Also, I can’t think of a specific instance, as this has happened more than once, but I have repeatedly over the years confirmed the old adage that hot glass is visually indistinguishable from room temperature glass, as I go to pick up the recently removed baking dish cover, now sans pot holder or towel.
Another one I’ve done a time or six is, after putting the skillet in the oven to finish an omelette or frittata, removing and plating it, I will occasionally forget that the all metal pan came out of the oven thirty seconds before and hasn’t shed much of the several hundred degrees it had accumulated. Now I don’t bother to take the damn towel off. It only took me a couple nicely lined scars on my palm to come up with that little trick. :smack:
In cleaning up after putting the cake in the oven, my mother wondered where the extra box of brown sugar came from,:dubious:until she realized something was missing from the batter. She made me wash and dry the cake tins while she remixed the batter. Good thing it was only banana bread which is virtual foolproof anyway.

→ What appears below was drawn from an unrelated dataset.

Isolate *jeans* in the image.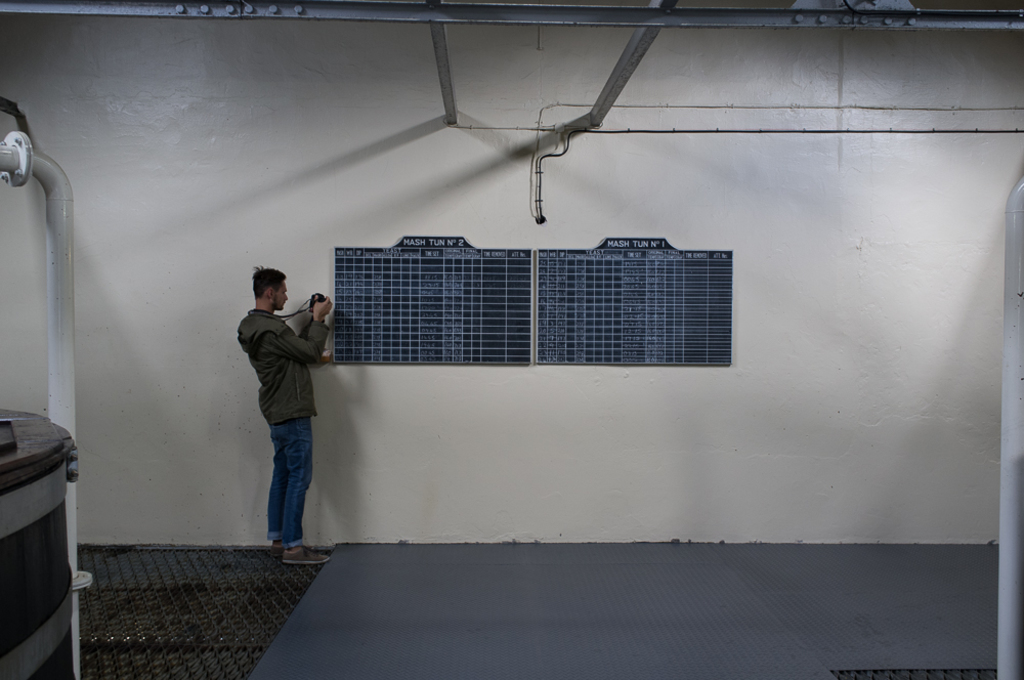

Youtube video on how to safely put out a grease fire - this is pretty shocking, what getting water on an oil fire would do. I’m curious now; the vat of hot oil wasn’t on fire, but cold water on hot oil would be a hot, spitting mess, I’d guess - he’d be looking at third-degree burns on his face and arms, I think.
I heard about a kitchen worker who was cleaning vents over the grill with the deep fryers full of hot oil - apparently he stepped right into the deep fryer. :eek:
I heard about a guy working in a chip shop whose party trick was to dip his hand in batter then into the fryer, the desired result being a very hot hand coated in yummy fried batter. He stopped after the time he got the timing wrong and had to explain to casualty staff how he’d come by his burns.
With the exception of the existence of vegetables, I did the same thing. I had removed my chicken from the pan, and was going to make a nice pan gravy with the drippings. The pyrex dish doesn’t behave the same way as the metal dishes I had used previously.
I thought I had it all cleaned up, until a few weeks later (cleaning up another mess), I impaled one of the razor sharp pieces of pyrex into my right, ring finger, at the inside of the knuckle at the end of the finger. It lived there for a good week until it was just too painful to leave in place. Jim Beam as an anesthetic, a sharp knife, and some tweezers took care of the problem, though I still have a bit of a hard scar. The sliver was a 3/8" long, 1/4" wide, 1/4" tall dagger of glass. It makes me appreciate my health coverage now. I had none then, thus the home surgery.
Other mistakes. Making hot sauce from atomic level peppers from the garden… without gloves… then getting (trying to get) frisky with Mrs Butler. :eek: She got heated up… but not in a good way.
Hot glass, and hot metal, look exactly the same as cold glass, and cold metal. They do not feel the same.
We realized spaghetti would burn at some point as kids do to it’s nearness to fire at some point. We then started using it to light candles with hard to reach wicks.
I was 21 years old before I realized that if you microwave tin foil, it will catch fire. I discovered this in the kitchen at my office. Luckily, I caught it, put the fire out easily, and none of my coworkers ever found out.
One more story? One time, my then-boyfriend and I decided to make dinner together, and we finished off with my all-time favorite dessert: brownies topped with vanilla ice cream topped with chocolate sauce. We baked the brownies, and they came out tasting absolutely fantastic. Only problem was, we were trying to watch our weight, and there was no way we’d be able to resist knowing that the brownies were in the house. So we dumped the batch down the garbage disposal.
I once tried baking a pudding cake in a pan that was a few inches too small.
Pudding slop ALL OVER the inside of the oven. Yeah.
Now, how about some stories about others?
SIL deliberately left out the oil from a cake she was baking and did not substitute anything in its place because, she said, some family members were trying to lose weight.
Cousin made a no-carb stuffing for Thanksgiving that ended up tasting like what one would imagine boiled cardboard to taste like if one ever ate such a thing.